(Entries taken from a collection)
======
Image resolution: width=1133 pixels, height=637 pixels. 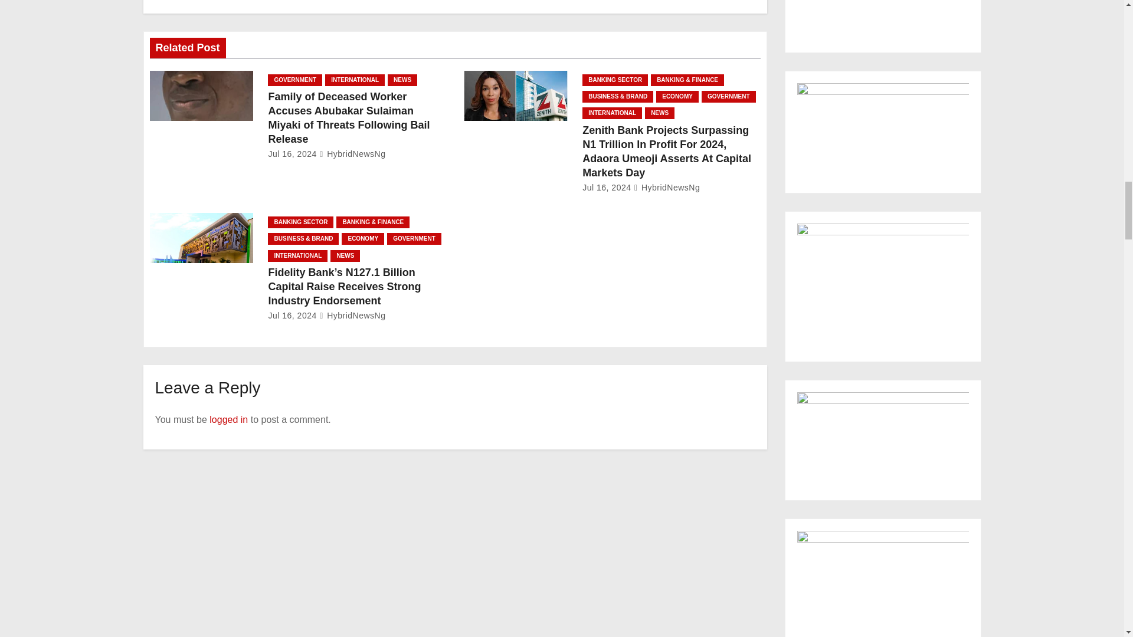 What do you see at coordinates (355, 80) in the screenshot?
I see `INTERNATIONAL` at bounding box center [355, 80].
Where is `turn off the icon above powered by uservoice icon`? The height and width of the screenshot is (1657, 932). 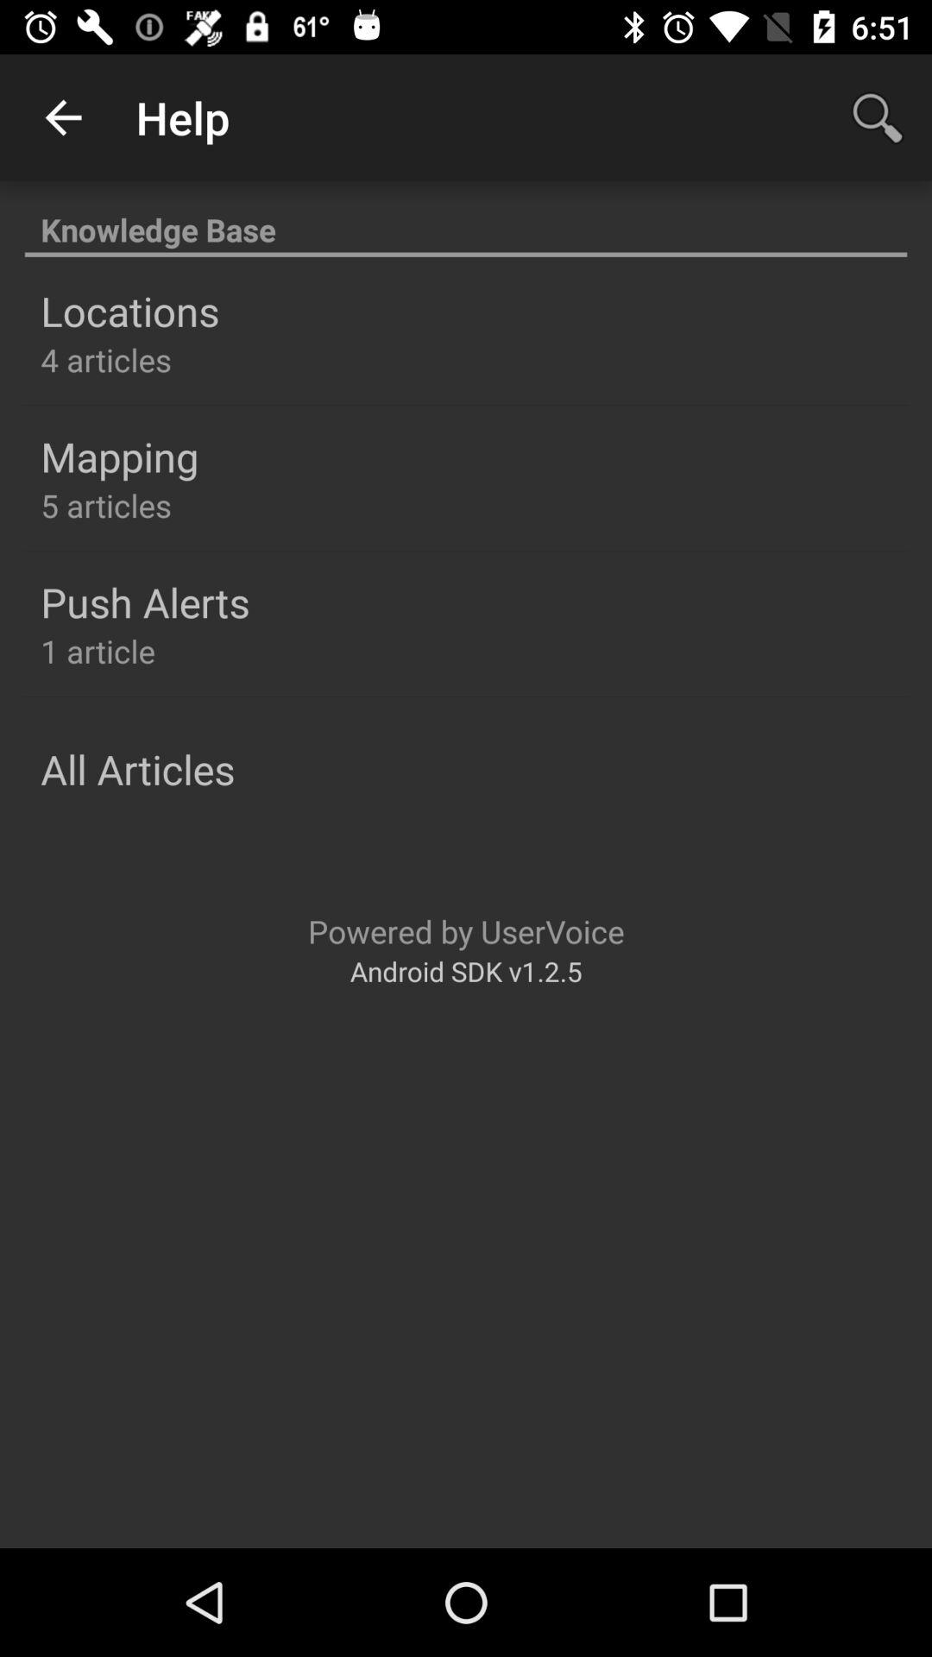
turn off the icon above powered by uservoice icon is located at coordinates (138, 769).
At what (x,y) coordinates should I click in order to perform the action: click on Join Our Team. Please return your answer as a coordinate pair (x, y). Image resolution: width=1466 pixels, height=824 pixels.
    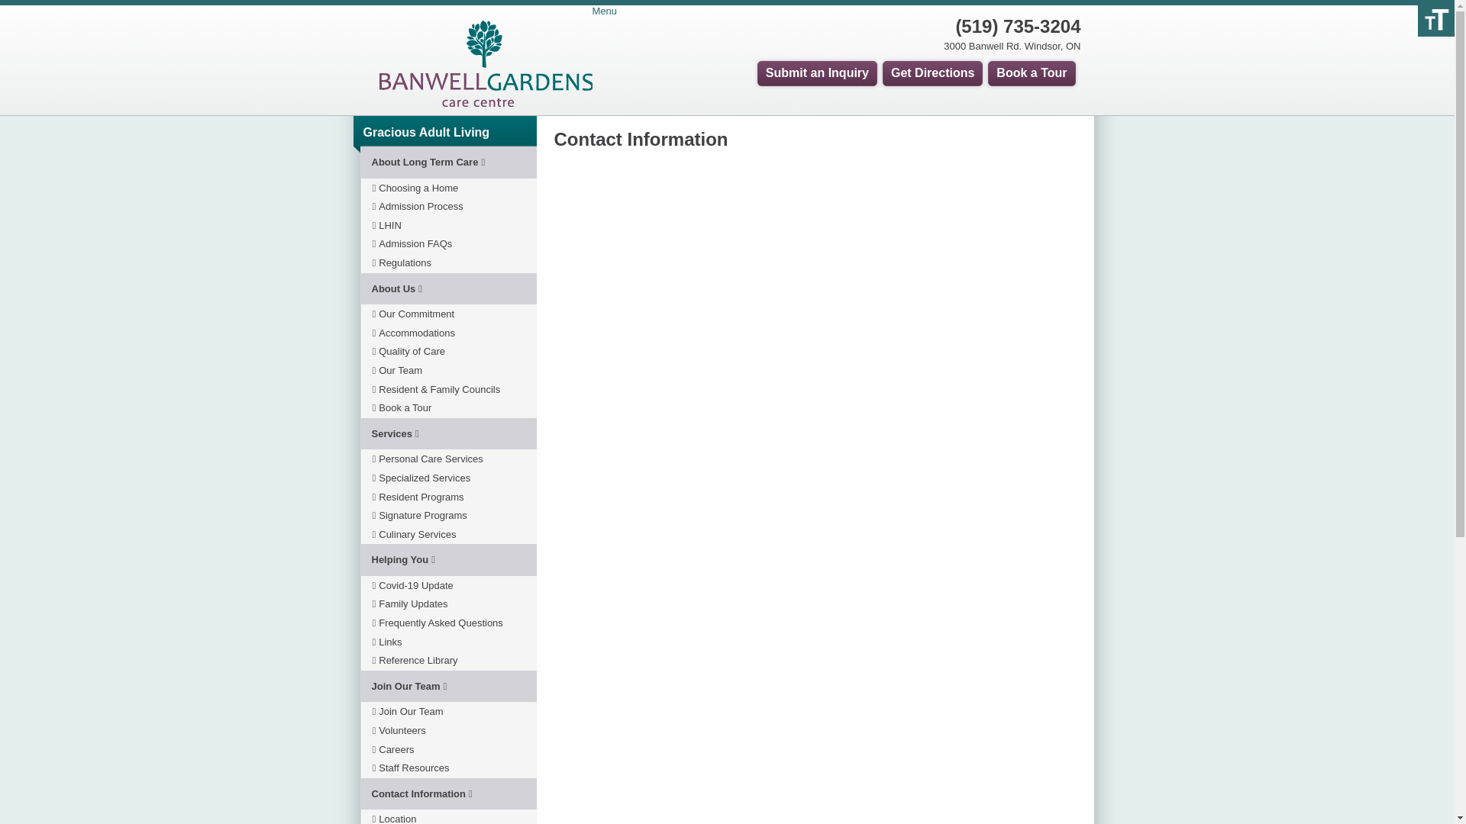
    Looking at the image, I should click on (408, 712).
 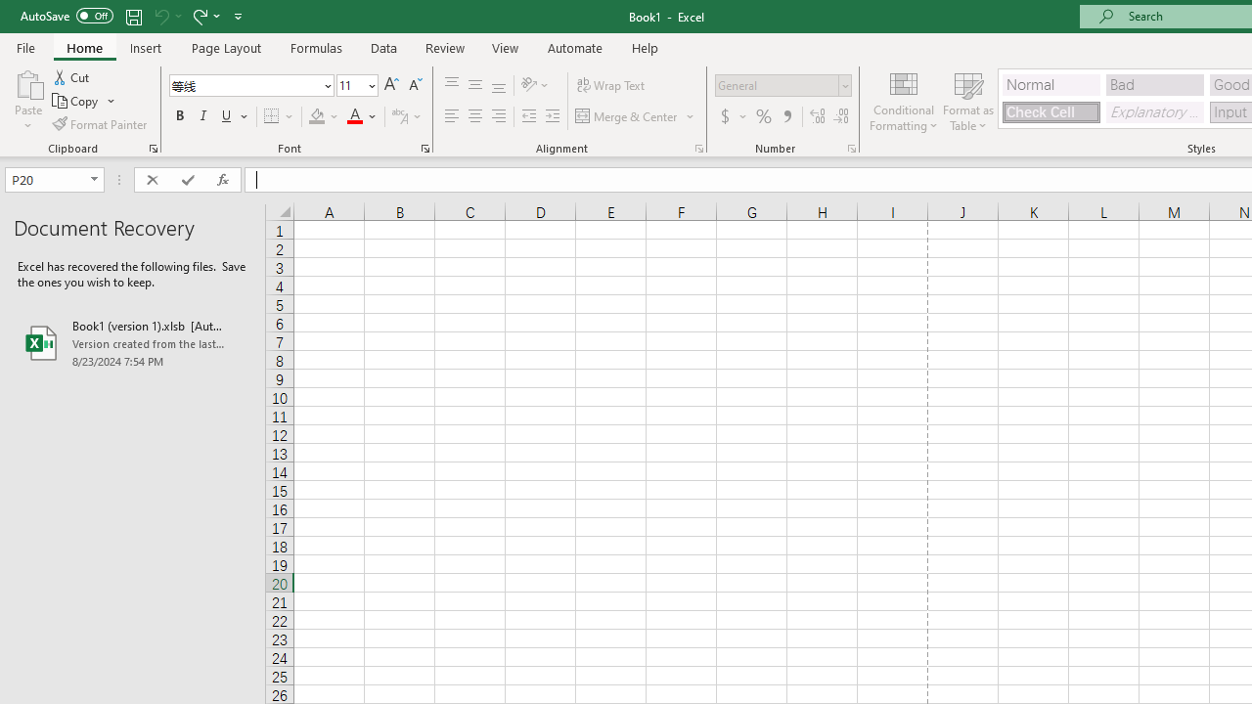 I want to click on Show Phonetic Field, so click(x=399, y=117).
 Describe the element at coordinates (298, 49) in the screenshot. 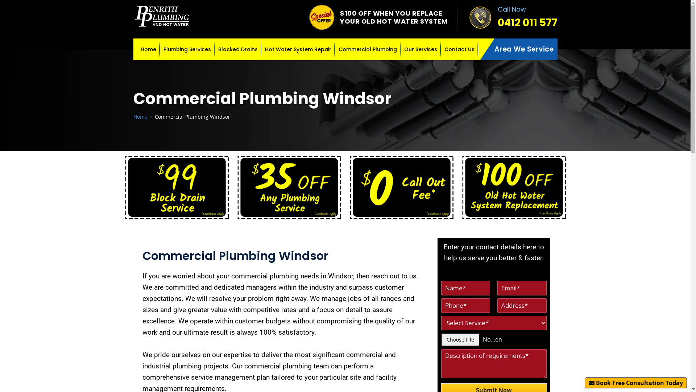

I see `Hot Water System Repair` at that location.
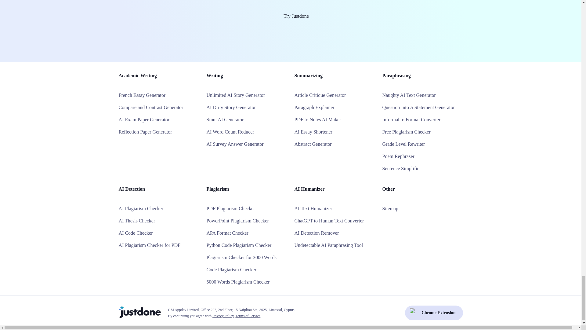  I want to click on Academic Writing, so click(137, 75).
======
_What you should do_: Nothing but the lines from the line containing "Describe the element" through the end of the records belongs in the answer, written out exactly, both ends included, without pictures.

_Answer section_:
 Describe the element at coordinates (298, 49) in the screenshot. 

I see `Hot Water System Repair` at that location.
  I want to click on Academic Writing, so click(137, 75).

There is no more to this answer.